One can expect the following response:

Response-Code: 200 
Content-Type: application/json 
Headers: { 
Cache-Control=[no-store], 
Pragma=[no-cache], 
Date=[Thu, 12 Apr 2012 14:36:29 GMT]
} 

Payload: 

{"access_token":"5b5c8e677413277c4bb8b740d522b378", "token_type":"mac",
"secret"="1234568", algorithm="hmac-sha-1"} 

Note that 'access_token' is the MAC key identifier, 'secret' - MAC key.

MacAccessTokenValidator has to be registered with OAuthRequestFilter for validating the incoming MAC tokens. This validator can get a reference to custom NonceVerifier with CXF possibly shipping a default implementation in the future.

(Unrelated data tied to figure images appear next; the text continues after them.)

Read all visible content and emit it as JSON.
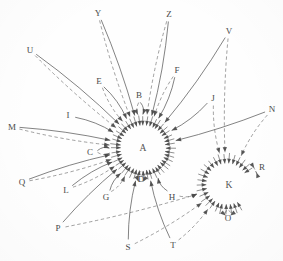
{
  "figure": {
    "type": "node-link-diagram",
    "title": "",
    "background_color": "#fefefe",
    "ink_color": "#4a4a4a",
    "width": 283,
    "height": 261
  },
  "hubs": [
    {
      "id": "A",
      "label": "A",
      "x": 143,
      "y": 148,
      "radius": 22,
      "label_x": 143,
      "label_y": 149
    },
    {
      "id": "K",
      "label": "K",
      "x": 227,
      "y": 184,
      "radius": 20,
      "label_x": 229,
      "label_y": 186
    }
  ],
  "nodes": [
    {
      "id": "Y",
      "label": "Y",
      "x": 98,
      "y": 13,
      "hub": "A"
    },
    {
      "id": "Z",
      "label": "Z",
      "x": 169,
      "y": 14,
      "hub": "A"
    },
    {
      "id": "V",
      "label": "V",
      "x": 229,
      "y": 31,
      "hub": "A"
    },
    {
      "id": "U",
      "label": "U",
      "x": 30,
      "y": 50,
      "hub": "A"
    },
    {
      "id": "F",
      "label": "F",
      "x": 177,
      "y": 70,
      "hub": "A"
    },
    {
      "id": "E",
      "label": "E",
      "x": 99,
      "y": 81,
      "hub": "A"
    },
    {
      "id": "B",
      "label": "B",
      "x": 139,
      "y": 95,
      "hub": "A"
    },
    {
      "id": "J",
      "label": "J",
      "x": 213,
      "y": 98,
      "hub": "A"
    },
    {
      "id": "N",
      "label": "N",
      "x": 272,
      "y": 109,
      "hub": "K"
    },
    {
      "id": "I",
      "label": "I",
      "x": 68,
      "y": 115,
      "hub": "A"
    },
    {
      "id": "M",
      "label": "M",
      "x": 12,
      "y": 127,
      "hub": "A"
    },
    {
      "id": "C",
      "label": "C",
      "x": 90,
      "y": 152,
      "hub": "A"
    },
    {
      "id": "R",
      "label": "R",
      "x": 262,
      "y": 167,
      "hub": "K"
    },
    {
      "id": "D",
      "label": "D",
      "x": 141,
      "y": 179,
      "hub": "A"
    },
    {
      "id": "Q",
      "label": "Q",
      "x": 22,
      "y": 182,
      "hub": "A"
    },
    {
      "id": "L",
      "label": "L",
      "x": 66,
      "y": 190,
      "hub": "A"
    },
    {
      "id": "G",
      "label": "G",
      "x": 106,
      "y": 197,
      "hub": "A"
    },
    {
      "id": "H",
      "label": "H",
      "x": 172,
      "y": 197,
      "hub": "A"
    },
    {
      "id": "O",
      "label": "O",
      "x": 228,
      "y": 218,
      "hub": "K"
    },
    {
      "id": "P",
      "label": "P",
      "x": 58,
      "y": 228,
      "hub": "A"
    },
    {
      "id": "T",
      "label": "T",
      "x": 173,
      "y": 245,
      "hub": "A"
    },
    {
      "id": "S",
      "label": "S",
      "x": 128,
      "y": 247,
      "hub": "A"
    }
  ],
  "edges": [
    {
      "from": "Y",
      "to": "A",
      "style": "solid"
    },
    {
      "from": "Y",
      "to": "A",
      "style": "dashed"
    },
    {
      "from": "Z",
      "to": "A",
      "style": "solid"
    },
    {
      "from": "Z",
      "to": "A",
      "style": "dashed"
    },
    {
      "from": "V",
      "to": "A",
      "style": "solid"
    },
    {
      "from": "V",
      "to": "K",
      "style": "dashed"
    },
    {
      "from": "U",
      "to": "A",
      "style": "solid"
    },
    {
      "from": "U",
      "to": "A",
      "style": "dashed"
    },
    {
      "from": "F",
      "to": "A",
      "style": "solid"
    },
    {
      "from": "F",
      "to": "A",
      "style": "dashed"
    },
    {
      "from": "E",
      "to": "A",
      "style": "solid"
    },
    {
      "from": "E",
      "to": "A",
      "style": "dashed"
    },
    {
      "from": "B",
      "to": "A",
      "style": "solid"
    },
    {
      "from": "B",
      "to": "A",
      "style": "dashed"
    },
    {
      "from": "J",
      "to": "A",
      "style": "solid"
    },
    {
      "from": "J",
      "to": "K",
      "style": "dashed"
    },
    {
      "from": "N",
      "to": "A",
      "style": "solid"
    },
    {
      "from": "N",
      "to": "K",
      "style": "dashed"
    },
    {
      "from": "I",
      "to": "A",
      "style": "solid"
    },
    {
      "from": "M",
      "to": "A",
      "style": "solid"
    },
    {
      "from": "M",
      "to": "A",
      "style": "dashed"
    },
    {
      "from": "C",
      "to": "A",
      "style": "solid"
    },
    {
      "from": "C",
      "to": "A",
      "style": "dashed"
    },
    {
      "from": "R",
      "to": "K",
      "style": "solid"
    },
    {
      "from": "R",
      "to": "K",
      "style": "dashed"
    },
    {
      "from": "D",
      "to": "A",
      "style": "solid"
    },
    {
      "from": "D",
      "to": "A",
      "style": "dashed"
    },
    {
      "from": "Q",
      "to": "A",
      "style": "solid"
    },
    {
      "from": "Q",
      "to": "A",
      "style": "dashed"
    },
    {
      "from": "L",
      "to": "A",
      "style": "solid"
    },
    {
      "from": "L",
      "to": "A",
      "style": "dashed"
    },
    {
      "from": "G",
      "to": "A",
      "style": "solid"
    },
    {
      "from": "G",
      "to": "A",
      "style": "dashed"
    },
    {
      "from": "H",
      "to": "A",
      "style": "solid"
    },
    {
      "from": "H",
      "to": "K",
      "style": "dashed"
    },
    {
      "from": "O",
      "to": "K",
      "style": "solid"
    },
    {
      "from": "O",
      "to": "K",
      "style": "dashed"
    },
    {
      "from": "P",
      "to": "A",
      "style": "solid"
    },
    {
      "from": "P",
      "to": "K",
      "style": "dashed"
    },
    {
      "from": "T",
      "to": "A",
      "style": "solid"
    },
    {
      "from": "T",
      "to": "K",
      "style": "dashed"
    },
    {
      "from": "S",
      "to": "A",
      "style": "solid"
    },
    {
      "from": "S",
      "to": "K",
      "style": "dashed"
    }
  ],
  "hub_spokes": {
    "A_count": 44,
    "K_count": 26
  }
}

The client can use CXF OAuthClientUtils to create Authorization MAC headers. All is needed is to provide references to ClientAccessToken representing the MAC token issued by AccessTokenService and HttpRequestProperties capturing the information about the current request URI:

String requestURI = "http://localhost:8080/calendar"; 
WebClient wc = WebClient.create(requestURI); 

// represents client registration 
OAuthClientUtils.Consumer consumer = getConsumer(); 
// the token issued by AccessTokenService 
ClientAccessToken token = getToken(); 

HttpRequestProperties httpProps = new HttpRequestProperties(wc, "GET"); 
String authHeader = OAuthClientUtils.createAuthorizationHeader(consumer, token, 
   httpProps); 
wc.header("Authorization", authHeader); 

Calendar calendar = wc.get(Calendar.class);

This code will result in something like:

GET /calendar HTTP/1.1 
Host: localhost 
Accept: application/xml 
Authorization: MAC id="5b5c8e677413277c4bb8b740d522b378", 
nonce="273156:di3hvdf8", 
mac="W7bdMZbv9UWOTadASIQHagZyirA=" 
ext="12345678"

where the 'ext' attribute is used to pass a timestamp value.